Toshiba apologised yesterday for over-reporting its income statements from 2008 onwards, having delayed calculating its full-year financial results and setting up an independent investigation panel back in May. You’ll want to think more about its position as a Japanese vendor and global supplier.
The only coverage of Toshiba’s woes I’ve read today are by financial analysts, who reflect on the findings of an independent panel set up by the company in May, which will delay the publication of its full-year results until August. The company admits to overstating its income before tax by ¥151.8b in the period between its 2008 and Q3 of its 2014 financial years. When estimating that this equates to $1.2b, they’re taking today’s exchange rates – you could add another $500m if you take into account the dramatic fall in the value of the Yen over the period.
Many of the senior managers of Toshiba have resigned and it’s likely the company will be fined by Japanese regulators. This isn’t the first financial crises among Japanese public companies – for instance Olympus was fined ¥700m, with 3 of its execs given suspended prison sentences, for hiding losses over a 13 year period from the 1990s.
Life is tough for Japanese multi-national companies for a number of reasons.
The Yen has been through a period of rapid decline against the $US (see Figure opposite). While Japan isn’t the only country in which this has happened it has reduced the standing of its major suppliers on the world stage, turning reasonable financial results into significant declines if assessed in constant dollars.
As in other regions Japan was badly hit by the 2008 financial crisis, but it also suffered badly from the Great Earthquake of 2011 – both of these affected the size of its ITC market (see Figure below).
Within Asia Japan has no monopoly on global vendors as Samsung, Huawei, Lenovo, China Telecom and others succeed with (arguably) more modern products.
So what should Toshiba do to restructure itself? As you can see from our figure at the top of this paper its IT and non-IT businesses are roughly equal.
One approach to its problems might be to jettison its older businesses in the pursuit of a new strategy: following Siemens and Motorola who have essentially given up IT products altogether, or Nokia which has given up everything but networking. However I think that is unlikely given its status as a full-range Japanese supplier.
Toshiba has major assets as one of the last remaining hard disk manufacturers and it also has major opportunities in solid-state storage. It could chose storage as its main IT focus.
Its status as an industrial (as well as an IT) company gives it a great advantage as the Internet of Things market develops.
If deference of decision-making was one reason for its current problems, perhaps it could learn from the apparent openness of start-up companies in restructuring its business.
In common with every other supplier in the world Toshiba will need to become more agile in the future as IT becomes embedded in business and government processes.
I have no doubts that Toshiba will recover from these latest troubles. Eventually the Japanese market should recover as well from the triple whammy of credit crunch, earthquake and currency decline. Despite the need to tighten up corporate governance and financial reporting, Japan remains far ahead of the standards in most other Asian countries, where financial scandals of this kind often go unreported.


Copy, from the data below, every line that has "name" in it.
:: DATASET RECORDS ::
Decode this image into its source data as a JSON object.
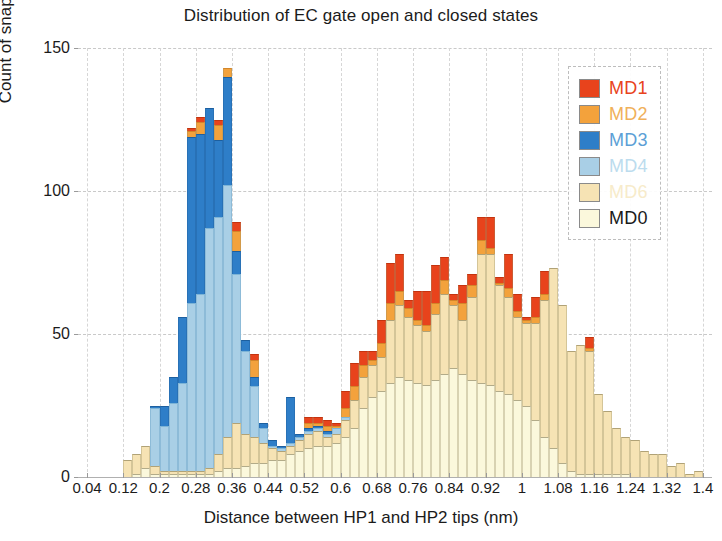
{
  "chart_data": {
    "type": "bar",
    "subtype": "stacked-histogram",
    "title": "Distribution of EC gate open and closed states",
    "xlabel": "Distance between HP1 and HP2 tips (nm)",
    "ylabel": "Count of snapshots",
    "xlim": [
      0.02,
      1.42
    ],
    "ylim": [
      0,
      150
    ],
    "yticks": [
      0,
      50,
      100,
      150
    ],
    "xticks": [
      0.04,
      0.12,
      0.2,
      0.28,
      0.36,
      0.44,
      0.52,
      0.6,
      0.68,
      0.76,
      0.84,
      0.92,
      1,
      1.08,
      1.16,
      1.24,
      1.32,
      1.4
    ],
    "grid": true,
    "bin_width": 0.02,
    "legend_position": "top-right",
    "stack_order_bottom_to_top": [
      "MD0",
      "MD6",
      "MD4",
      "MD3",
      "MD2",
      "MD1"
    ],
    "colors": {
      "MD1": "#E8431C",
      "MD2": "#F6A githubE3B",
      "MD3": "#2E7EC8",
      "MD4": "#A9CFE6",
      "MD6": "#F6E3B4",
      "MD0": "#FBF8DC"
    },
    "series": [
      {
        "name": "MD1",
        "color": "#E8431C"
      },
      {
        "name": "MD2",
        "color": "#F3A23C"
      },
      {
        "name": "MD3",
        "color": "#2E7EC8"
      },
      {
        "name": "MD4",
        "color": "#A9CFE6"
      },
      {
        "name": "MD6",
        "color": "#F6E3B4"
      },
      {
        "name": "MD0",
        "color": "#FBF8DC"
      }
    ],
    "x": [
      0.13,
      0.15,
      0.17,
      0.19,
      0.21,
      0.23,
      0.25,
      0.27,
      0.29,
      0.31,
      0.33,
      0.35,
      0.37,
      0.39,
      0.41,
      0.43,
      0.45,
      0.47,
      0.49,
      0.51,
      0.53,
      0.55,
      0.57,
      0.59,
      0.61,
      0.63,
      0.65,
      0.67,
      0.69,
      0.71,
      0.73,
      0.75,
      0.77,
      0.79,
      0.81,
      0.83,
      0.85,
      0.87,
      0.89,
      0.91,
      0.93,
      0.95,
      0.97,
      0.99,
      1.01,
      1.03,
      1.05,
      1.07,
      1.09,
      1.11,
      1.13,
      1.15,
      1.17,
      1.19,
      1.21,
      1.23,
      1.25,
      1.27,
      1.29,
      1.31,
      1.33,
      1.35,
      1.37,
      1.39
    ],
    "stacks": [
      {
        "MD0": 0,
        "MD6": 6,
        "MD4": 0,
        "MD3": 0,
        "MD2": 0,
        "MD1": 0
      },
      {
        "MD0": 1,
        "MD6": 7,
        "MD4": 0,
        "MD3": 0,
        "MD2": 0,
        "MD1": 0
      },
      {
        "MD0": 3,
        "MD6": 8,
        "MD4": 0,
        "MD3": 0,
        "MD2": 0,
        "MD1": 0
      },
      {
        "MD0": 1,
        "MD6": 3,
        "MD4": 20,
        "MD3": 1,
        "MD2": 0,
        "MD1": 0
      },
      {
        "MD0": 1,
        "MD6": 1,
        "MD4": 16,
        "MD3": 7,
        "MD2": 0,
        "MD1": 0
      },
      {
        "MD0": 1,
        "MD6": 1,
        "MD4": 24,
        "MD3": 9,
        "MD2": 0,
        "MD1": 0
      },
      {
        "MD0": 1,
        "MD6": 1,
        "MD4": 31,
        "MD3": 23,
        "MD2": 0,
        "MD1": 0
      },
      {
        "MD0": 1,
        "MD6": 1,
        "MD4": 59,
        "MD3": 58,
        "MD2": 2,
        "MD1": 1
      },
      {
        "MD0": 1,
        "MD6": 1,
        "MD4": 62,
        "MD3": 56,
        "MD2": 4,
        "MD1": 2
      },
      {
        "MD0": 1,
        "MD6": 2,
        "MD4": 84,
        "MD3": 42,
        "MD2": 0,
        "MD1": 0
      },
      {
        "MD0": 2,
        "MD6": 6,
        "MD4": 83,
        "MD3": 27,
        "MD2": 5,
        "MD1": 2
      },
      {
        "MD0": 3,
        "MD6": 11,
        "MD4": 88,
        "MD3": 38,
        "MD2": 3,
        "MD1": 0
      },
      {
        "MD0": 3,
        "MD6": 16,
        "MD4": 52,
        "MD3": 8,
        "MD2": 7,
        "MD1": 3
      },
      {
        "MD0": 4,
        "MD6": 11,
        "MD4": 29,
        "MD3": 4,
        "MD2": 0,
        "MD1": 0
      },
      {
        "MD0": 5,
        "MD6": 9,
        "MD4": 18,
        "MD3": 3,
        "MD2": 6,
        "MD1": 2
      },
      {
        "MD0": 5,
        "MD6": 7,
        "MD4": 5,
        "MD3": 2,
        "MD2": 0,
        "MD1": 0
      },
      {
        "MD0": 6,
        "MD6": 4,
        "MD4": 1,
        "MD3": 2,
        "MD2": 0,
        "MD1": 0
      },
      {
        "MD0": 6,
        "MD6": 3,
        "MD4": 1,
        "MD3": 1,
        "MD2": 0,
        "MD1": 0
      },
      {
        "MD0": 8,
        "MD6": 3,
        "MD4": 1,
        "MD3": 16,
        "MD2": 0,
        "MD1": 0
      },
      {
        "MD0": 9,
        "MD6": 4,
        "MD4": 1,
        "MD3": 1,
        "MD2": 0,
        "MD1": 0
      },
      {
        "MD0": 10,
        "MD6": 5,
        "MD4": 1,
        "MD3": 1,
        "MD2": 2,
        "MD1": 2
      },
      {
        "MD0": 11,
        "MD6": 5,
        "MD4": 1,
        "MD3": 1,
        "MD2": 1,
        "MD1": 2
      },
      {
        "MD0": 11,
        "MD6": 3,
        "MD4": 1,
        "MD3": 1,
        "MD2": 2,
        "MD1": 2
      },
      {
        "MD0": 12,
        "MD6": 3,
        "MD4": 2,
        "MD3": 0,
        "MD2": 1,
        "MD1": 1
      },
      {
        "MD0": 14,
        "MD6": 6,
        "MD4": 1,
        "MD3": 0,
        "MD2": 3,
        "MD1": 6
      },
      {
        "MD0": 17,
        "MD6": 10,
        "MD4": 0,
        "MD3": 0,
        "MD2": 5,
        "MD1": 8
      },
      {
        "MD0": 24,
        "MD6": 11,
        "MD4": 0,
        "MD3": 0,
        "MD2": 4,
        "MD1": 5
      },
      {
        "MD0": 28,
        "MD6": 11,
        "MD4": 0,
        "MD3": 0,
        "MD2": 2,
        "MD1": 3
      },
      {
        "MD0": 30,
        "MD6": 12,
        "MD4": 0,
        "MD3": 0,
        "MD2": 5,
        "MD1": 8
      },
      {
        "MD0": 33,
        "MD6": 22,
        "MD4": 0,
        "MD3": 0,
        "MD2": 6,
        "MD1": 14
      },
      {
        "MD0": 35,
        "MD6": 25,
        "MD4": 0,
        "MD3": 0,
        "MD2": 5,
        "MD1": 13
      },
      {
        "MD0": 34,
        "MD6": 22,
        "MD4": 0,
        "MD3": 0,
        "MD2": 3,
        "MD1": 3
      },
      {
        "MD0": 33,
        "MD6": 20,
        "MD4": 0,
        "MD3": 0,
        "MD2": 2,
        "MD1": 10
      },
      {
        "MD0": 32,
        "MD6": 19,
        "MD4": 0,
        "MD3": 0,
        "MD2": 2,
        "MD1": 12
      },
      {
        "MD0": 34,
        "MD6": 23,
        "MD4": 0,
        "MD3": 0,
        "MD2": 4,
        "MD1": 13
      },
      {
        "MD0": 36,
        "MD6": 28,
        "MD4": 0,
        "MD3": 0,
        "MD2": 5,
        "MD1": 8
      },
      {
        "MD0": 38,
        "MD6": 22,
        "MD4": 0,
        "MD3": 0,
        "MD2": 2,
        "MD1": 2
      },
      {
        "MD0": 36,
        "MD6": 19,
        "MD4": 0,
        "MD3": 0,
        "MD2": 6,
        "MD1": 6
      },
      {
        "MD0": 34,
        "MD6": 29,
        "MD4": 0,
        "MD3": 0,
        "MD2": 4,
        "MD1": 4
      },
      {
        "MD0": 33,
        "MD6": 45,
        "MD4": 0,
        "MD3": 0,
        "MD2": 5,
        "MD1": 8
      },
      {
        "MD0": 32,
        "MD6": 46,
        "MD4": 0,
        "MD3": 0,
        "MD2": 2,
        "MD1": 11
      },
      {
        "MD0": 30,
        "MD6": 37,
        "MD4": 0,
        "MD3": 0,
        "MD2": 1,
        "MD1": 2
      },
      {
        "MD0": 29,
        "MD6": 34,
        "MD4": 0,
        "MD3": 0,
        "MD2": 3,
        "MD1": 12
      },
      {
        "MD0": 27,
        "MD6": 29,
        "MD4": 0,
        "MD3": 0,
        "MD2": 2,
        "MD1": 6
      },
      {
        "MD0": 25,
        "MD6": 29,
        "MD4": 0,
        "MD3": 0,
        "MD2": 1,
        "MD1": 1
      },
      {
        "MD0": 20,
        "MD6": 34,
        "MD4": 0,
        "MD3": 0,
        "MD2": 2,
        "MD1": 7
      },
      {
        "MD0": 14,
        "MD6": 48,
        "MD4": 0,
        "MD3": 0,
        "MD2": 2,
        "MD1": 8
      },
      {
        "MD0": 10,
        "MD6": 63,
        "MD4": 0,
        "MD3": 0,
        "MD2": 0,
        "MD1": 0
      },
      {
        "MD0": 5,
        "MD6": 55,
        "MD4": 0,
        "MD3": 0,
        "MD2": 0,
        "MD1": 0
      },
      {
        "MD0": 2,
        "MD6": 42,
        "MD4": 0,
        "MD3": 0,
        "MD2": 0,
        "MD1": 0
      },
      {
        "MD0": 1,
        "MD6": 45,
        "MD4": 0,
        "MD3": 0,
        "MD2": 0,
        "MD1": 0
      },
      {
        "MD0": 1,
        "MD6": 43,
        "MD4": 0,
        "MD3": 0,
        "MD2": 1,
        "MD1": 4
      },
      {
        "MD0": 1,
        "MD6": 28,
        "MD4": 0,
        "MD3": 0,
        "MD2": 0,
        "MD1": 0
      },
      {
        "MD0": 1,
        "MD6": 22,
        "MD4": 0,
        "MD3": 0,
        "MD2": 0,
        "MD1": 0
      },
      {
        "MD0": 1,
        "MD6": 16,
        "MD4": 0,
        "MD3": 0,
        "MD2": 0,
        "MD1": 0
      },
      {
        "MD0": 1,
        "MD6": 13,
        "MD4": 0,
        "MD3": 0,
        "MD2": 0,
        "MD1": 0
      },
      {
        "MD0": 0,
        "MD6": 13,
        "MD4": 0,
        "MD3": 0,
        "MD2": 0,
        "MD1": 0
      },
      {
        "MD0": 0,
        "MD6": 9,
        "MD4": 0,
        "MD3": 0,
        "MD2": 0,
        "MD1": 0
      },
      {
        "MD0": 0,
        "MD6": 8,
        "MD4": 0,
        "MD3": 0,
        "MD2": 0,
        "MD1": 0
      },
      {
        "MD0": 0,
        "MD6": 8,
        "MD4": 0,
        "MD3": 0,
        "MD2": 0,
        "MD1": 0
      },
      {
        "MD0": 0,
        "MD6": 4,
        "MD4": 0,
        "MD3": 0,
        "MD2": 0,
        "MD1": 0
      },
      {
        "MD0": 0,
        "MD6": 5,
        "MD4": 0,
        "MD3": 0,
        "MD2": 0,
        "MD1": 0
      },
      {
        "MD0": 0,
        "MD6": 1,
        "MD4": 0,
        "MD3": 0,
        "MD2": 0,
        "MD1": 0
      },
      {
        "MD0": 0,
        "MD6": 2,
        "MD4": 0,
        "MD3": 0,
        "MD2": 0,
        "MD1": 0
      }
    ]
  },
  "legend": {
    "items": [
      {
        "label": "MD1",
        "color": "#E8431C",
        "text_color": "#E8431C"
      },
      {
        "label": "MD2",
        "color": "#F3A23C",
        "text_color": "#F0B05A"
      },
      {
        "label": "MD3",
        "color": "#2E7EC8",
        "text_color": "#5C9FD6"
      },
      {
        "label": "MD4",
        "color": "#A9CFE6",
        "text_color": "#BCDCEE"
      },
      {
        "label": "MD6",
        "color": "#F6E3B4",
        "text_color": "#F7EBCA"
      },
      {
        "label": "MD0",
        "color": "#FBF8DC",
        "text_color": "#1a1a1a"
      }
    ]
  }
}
:::
» **RESPONSE**
        "name": "MD1",
        "name": "MD2",
        "name": "MD3",
        "name": "MD4",
        "name": "MD6",
        "name": "MD0",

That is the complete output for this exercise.